“Don't mention the poor dear lady, Mr. Norris, if you wouldn't make me cry,” said Laura, taking out her pocket-handkerchief. “She had dreadful faults, no doubt; but she was always very kind to me, and I will say this of her, she was the loveliest creature ever beheld.”
“She contrived to do a great deal of mischief in her time,” observed Norris.
“Granted,” rejoined Laura. “But you ought to feel some sorrow for her, seeing how very handsomely she behaved to you, Mr. Norris. I'm sure I feel very much obliged to her for my fifty pounds, though I wish it had been five thousand, like Lord Courland's legacy.”
“Yes, that's a good lumping sum,” observed Norris, “and will console his lordship for her loss.”
“I suppose he has got the money?” remarked Laura.
“Yes; the legacy has already been paid,” replied Norris.
“I thought it had,” said Laura. “But do tell me, Mr. Norris—is it true the poor lady has been seen since her death?”
“Clarissa declares she certainly beheld her the other evening in the dressing-room,” replied the butler.
“Dear me, how dreadful!” exclaimed Laura, “I should be frightened to death. Clarissa saw her in the dressing-room, you say. How was it? Do tell me!”
“Clarissa's tale is this. She was in the poor lady's bedchamber the other evening, just as it was growing dusk, when fancying she heard a sound in the dressing-room, she opened the door, which was standing ajar, and then beheld an apparition exactly resembling Mrs. Calverley, and holding a small phial, at which the figure was looking. So scared was Clarissa at the sight, that she could neither cry out nor stir till the apparition turned its head and fixed its eyes upon her. Their expression was so terrible that she rushed back, and fell senseless on the bedchamber floor. This is the account she gives, and most of the women-servants believe it, but I regard it as mere fancy.”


Exercise requirements:
Each entry should be returned exactly as written, with no pictures carried over.

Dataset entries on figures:
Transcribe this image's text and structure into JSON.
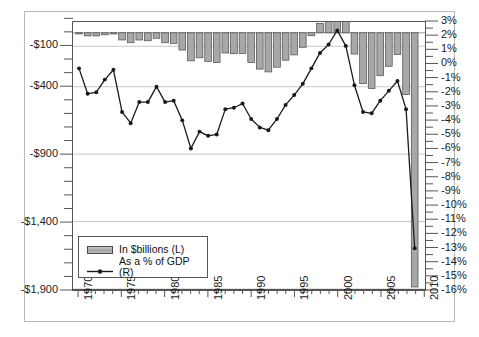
{
  "chart_data": {
    "type": "bar",
    "title": "",
    "subtitle": "",
    "xlabel": "",
    "ylabel": "",
    "grid": true,
    "legend_position": "bottom-left",
    "x": [
      1970,
      1971,
      1972,
      1973,
      1974,
      1975,
      1976,
      1977,
      1978,
      1979,
      1980,
      1981,
      1982,
      1983,
      1984,
      1985,
      1986,
      1987,
      1988,
      1989,
      1990,
      1991,
      1992,
      1993,
      1994,
      1995,
      1996,
      1997,
      1998,
      1999,
      2000,
      2001,
      2002,
      2003,
      2004,
      2005,
      2006,
      2007,
      2008,
      2009
    ],
    "xtick_labels": [
      "1970",
      "1975",
      "1980",
      "1985",
      "1990",
      "1995",
      "2000",
      "2005",
      "2010"
    ],
    "xtick_values": [
      1970,
      1975,
      1980,
      1985,
      1990,
      1995,
      2000,
      2005,
      2010
    ],
    "xlim": [
      1969.3,
      2010.2
    ],
    "left_axis": {
      "label": "In $billions (L)",
      "tick_labels": [
        "-$100",
        "-$400",
        "-$900",
        "-$1,400",
        "-$1,900"
      ],
      "tick_values": [
        -100,
        -400,
        -900,
        -1400,
        -1900
      ],
      "lim": [
        -1900,
        80
      ],
      "units": "billions of dollars"
    },
    "right_axis": {
      "label": "As a % of GDP (R)",
      "tick_labels": [
        "3%",
        "2%",
        "1%",
        "0%",
        "-1%",
        "-2%",
        "-3%",
        "-4%",
        "-5%",
        "-6%",
        "-7%",
        "-8%",
        "-9%",
        "-10%",
        "-11%",
        "-12%",
        "-13%",
        "-14%",
        "-15%",
        "-16%"
      ],
      "tick_values": [
        3,
        2,
        1,
        0,
        -1,
        -2,
        -3,
        -4,
        -5,
        -6,
        -7,
        -8,
        -9,
        -10,
        -11,
        -12,
        -13,
        -14,
        -15,
        -16
      ],
      "lim": [
        -16,
        3
      ],
      "units": "percent of GDP"
    },
    "series": [
      {
        "name": "In $billions (L)",
        "type": "bar",
        "axis": "left",
        "color": "#a8a8a8",
        "edge_color": "#4a4a4a",
        "values": [
          -2.8,
          -23,
          -23.4,
          -14.9,
          -6.1,
          -53.2,
          -73.7,
          -53.7,
          -59.2,
          -40.7,
          -73.8,
          -79,
          -128,
          -207.8,
          -185.4,
          -212.3,
          -221.2,
          -149.7,
          -155.2,
          -152.6,
          -221,
          -269.2,
          -290.3,
          -255.1,
          -203.2,
          -164,
          -107.4,
          -21.9,
          69.3,
          125.6,
          236.2,
          128.2,
          -157.8,
          -377.6,
          -412.7,
          -318.3,
          -248.2,
          -160.7,
          -458.6,
          -1885.1
        ]
      },
      {
        "name": "As a % of GDP (R)",
        "type": "line",
        "axis": "right",
        "color": "#1a1a1a",
        "marker": "circle",
        "values": [
          -0.3,
          -2.1,
          -2.0,
          -1.1,
          -0.4,
          -3.4,
          -4.2,
          -2.7,
          -2.7,
          -1.6,
          -2.7,
          -2.6,
          -4.0,
          -6.0,
          -4.8,
          -5.1,
          -5.0,
          -3.2,
          -3.1,
          -2.8,
          -3.9,
          -4.5,
          -4.7,
          -3.9,
          -2.9,
          -2.2,
          -1.4,
          -0.3,
          0.8,
          1.4,
          2.4,
          1.3,
          -1.5,
          -3.4,
          -3.5,
          -2.6,
          -1.9,
          -1.2,
          -3.2,
          -13.1
        ]
      }
    ]
  },
  "legend": {
    "items": [
      {
        "label": "In $billions (L)",
        "marker": "bar-swatch"
      },
      {
        "label": "As a % of GDP (R)",
        "marker": "line-marker"
      }
    ]
  },
  "colors": {
    "bar_fill": "#a8a8a8",
    "bar_edge": "#4a4a4a",
    "line": "#1a1a1a",
    "grid": "#c8c8c8",
    "axis": "#555555",
    "frame": "#b9b9b9",
    "text": "#1a1a1a",
    "background": "#ffffff"
  }
}
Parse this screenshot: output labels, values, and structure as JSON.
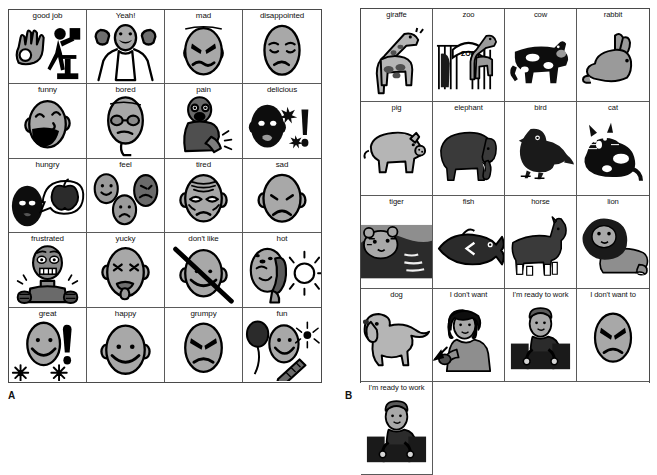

Solution:
Transcribe this image's text and structure into JSON.
{
  "chart_data": {
    "type": "bar",
    "title": "",
    "subtitle": "",
    "xlabel": "",
    "ylabel": "",
    "grid": true,
    "legend_position": "bottom-left",
    "x": [
      1970,
      1971,
      1972,
      1973,
      1974,
      1975,
      1976,
      1977,
      1978,
      1979,
      1980,
      1981,
      1982,
      1983,
      1984,
      1985,
      1986,
      1987,
      1988,
      1989,
      1990,
      1991,
      1992,
      1993,
      1994,
      1995,
      1996,
      1997,
      1998,
      1999,
      2000,
      2001,
      2002,
      2003,
      2004,
      2005,
      2006,
      2007,
      2008,
      2009
    ],
    "xtick_labels": [
      "1970",
      "1975",
      "1980",
      "1985",
      "1990",
      "1995",
      "2000",
      "2005",
      "2010"
    ],
    "xtick_values": [
      1970,
      1975,
      1980,
      1985,
      1990,
      1995,
      2000,
      2005,
      2010
    ],
    "xlim": [
      1969.3,
      2010.2
    ],
    "left_axis": {
      "label": "In $billions (L)",
      "tick_labels": [
        "-$100",
        "-$400",
        "-$900",
        "-$1,400",
        "-$1,900"
      ],
      "tick_values": [
        -100,
        -400,
        -900,
        -1400,
        -1900
      ],
      "lim": [
        -1900,
        80
      ],
      "units": "billions of dollars"
    },
    "right_axis": {
      "label": "As a % of GDP (R)",
      "tick_labels": [
        "3%",
        "2%",
        "1%",
        "0%",
        "-1%",
        "-2%",
        "-3%",
        "-4%",
        "-5%",
        "-6%",
        "-7%",
        "-8%",
        "-9%",
        "-10%",
        "-11%",
        "-12%",
        "-13%",
        "-14%",
        "-15%",
        "-16%"
      ],
      "tick_values": [
        3,
        2,
        1,
        0,
        -1,
        -2,
        -3,
        -4,
        -5,
        -6,
        -7,
        -8,
        -9,
        -10,
        -11,
        -12,
        -13,
        -14,
        -15,
        -16
      ],
      "lim": [
        -16,
        3
      ],
      "units": "percent of GDP"
    },
    "series": [
      {
        "name": "In $billions (L)",
        "type": "bar",
        "axis": "left",
        "color": "#a8a8a8",
        "edge_color": "#4a4a4a",
        "values": [
          -2.8,
          -23,
          -23.4,
          -14.9,
          -6.1,
          -53.2,
          -73.7,
          -53.7,
          -59.2,
          -40.7,
          -73.8,
          -79,
          -128,
          -207.8,
          -185.4,
          -212.3,
          -221.2,
          -149.7,
          -155.2,
          -152.6,
          -221,
          -269.2,
          -290.3,
          -255.1,
          -203.2,
          -164,
          -107.4,
          -21.9,
          69.3,
          125.6,
          236.2,
          128.2,
          -157.8,
          -377.6,
          -412.7,
          -318.3,
          -248.2,
          -160.7,
          -458.6,
          -1885.1
        ]
      },
      {
        "name": "As a % of GDP (R)",
        "type": "line",
        "axis": "right",
        "color": "#1a1a1a",
        "marker": "circle",
        "values": [
          -0.3,
          -2.1,
          -2.0,
          -1.1,
          -0.4,
          -3.4,
          -4.2,
          -2.7,
          -2.7,
          -1.6,
          -2.7,
          -2.6,
          -4.0,
          -6.0,
          -4.8,
          -5.1,
          -5.0,
          -3.2,
          -3.1,
          -2.8,
          -3.9,
          -4.5,
          -4.7,
          -3.9,
          -2.9,
          -2.2,
          -1.4,
          -0.3,
          0.8,
          1.4,
          2.4,
          1.3,
          -1.5,
          -3.4,
          -3.5,
          -2.6,
          -1.9,
          -1.2,
          -3.2,
          -13.1
        ]
      }
    ]
  },
  "legend": {
    "items": [
      {
        "label": "In $billions (L)",
        "marker": "bar-swatch"
      },
      {
        "label": "As a % of GDP (R)",
        "marker": "line-marker"
      }
    ]
  },
  "colors": {
    "bar_fill": "#a8a8a8",
    "bar_edge": "#4a4a4a",
    "line": "#1a1a1a",
    "grid": "#c8c8c8",
    "axis": "#555555",
    "frame": "#b9b9b9",
    "text": "#1a1a1a",
    "background": "#ffffff"
  }
}
Parse this screenshot: output labels, values, and structure as JSON.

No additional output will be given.